Rumsfeld is a conservative "on SDI, but very much a moderate on other issues, I think. Rumsfeld is no right winger." - Chris Matthews on MSNBC's Hardball, January 3, 2001

"I think it's an excellent choice. I think Don Rumsfeld is a very talented and successful individual and I think it says that President-elect Bush is willing to have strong-willed, able people around him." - James Woolsey on PBS's The Newshour with Jim Lehrer, December 28, 2000

This list could go on with the rogues' gallery of fucktardery:
Ken Adelman in the Washington Times, December 29, 2000: Rummy "is a wonderful strategic thinker and a very determined individual with great managerial skills but who also knows and cares about key national-security issues."

Henry Kissinger, Wash Times, December 30, 2000: "I don't know anybody who has a similar range of experience - White House chief of staff, NATO ambassador, secretary of defense, chairman of the ballistic-missile threat commission, CEO of major American corporations. To find someone with these qualifications who also favors missile defense and knows strategic issues - it's almost impossible. It's the best choice (Mr. Bush) could have made."

Etcetera. You'll find people talking about how immensely qualified Rumsfeld was, how moderate he was, how experienced he was. And, umm, how did that work out?

There's a few points one could make here: about the fallacy of the long resume', about the stupidity of overanalyzing cabinet picks, about how you shall only know a person by his or her actions.

But let's just say this as Barack Obama introduces his national security team and people huff and puff about whether they're hawks or not progressive enough or problem children or disappointing or what the fuck ever: Ultimately, the cabinet does the bidding of the president. Sure, they offer ideas and guide the departments. But they are policy implementers. Nothing less and nothing more. You have to be willing to go along with the boss to do the job, or you don't take it. And it's all a political game. If we know anything at all about Barack Obama, it's that he's one crafty motherfucker in the realm of politics.
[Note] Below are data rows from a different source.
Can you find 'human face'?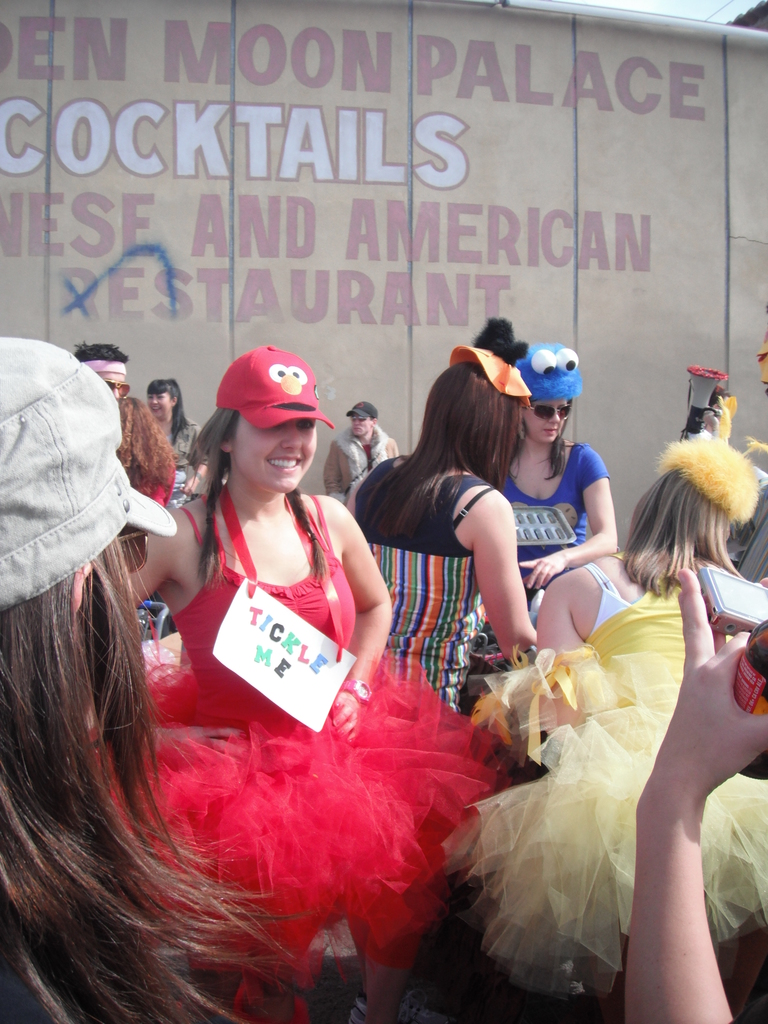
Yes, bounding box: (350,412,369,436).
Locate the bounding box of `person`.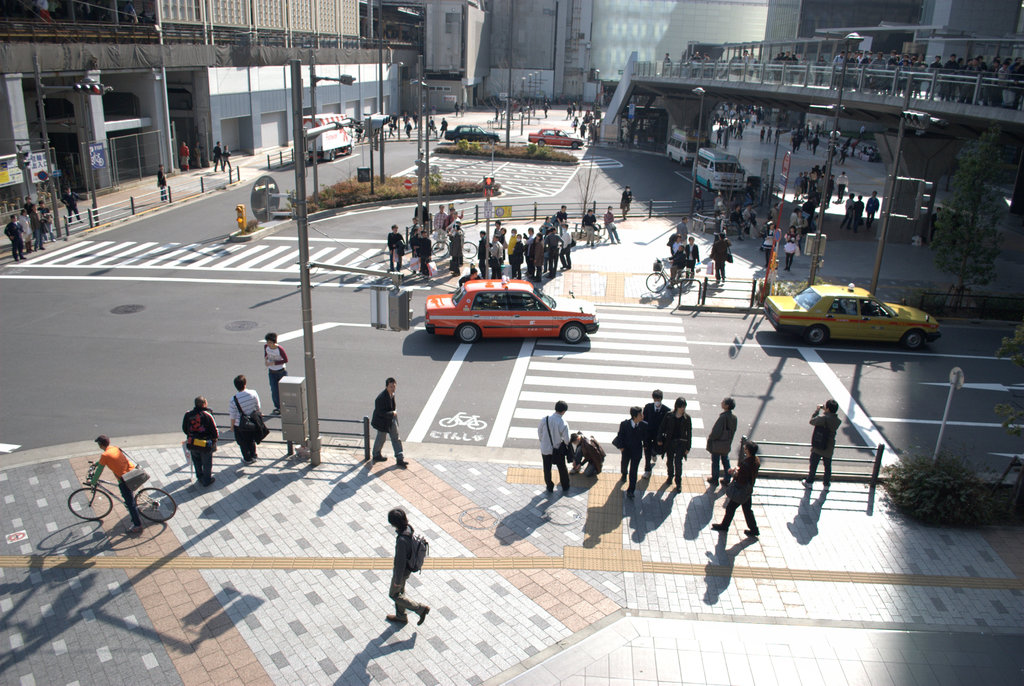
Bounding box: bbox=[366, 507, 423, 639].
If you wanted to, say, change the course of the wars in Iraq and Afghanistan and our strategic relationships around the globe, who's gonna do it without pissing people off? Secretary of Defense Dennis Kucinich? Fuck no. You get the guys and gals who were proponents of the war in at least some way or have cozy goddamn Capitol Hill relationships. If the great and glorious David Petraeus and the shiny Robert Gates are saying, "Bring the troops home," then you've defused your enemies. It ain't Clintonian triangulation, which involved embracing a watered-down version of your opponents' beliefs. It's just fuckin' smart. The same goes for economic policy and it will go for domestic.

Yeah, if Obama lets his hawks run the place and make him break his promises, then we can squawk. But for now, can we just take a breath and see how it all works out?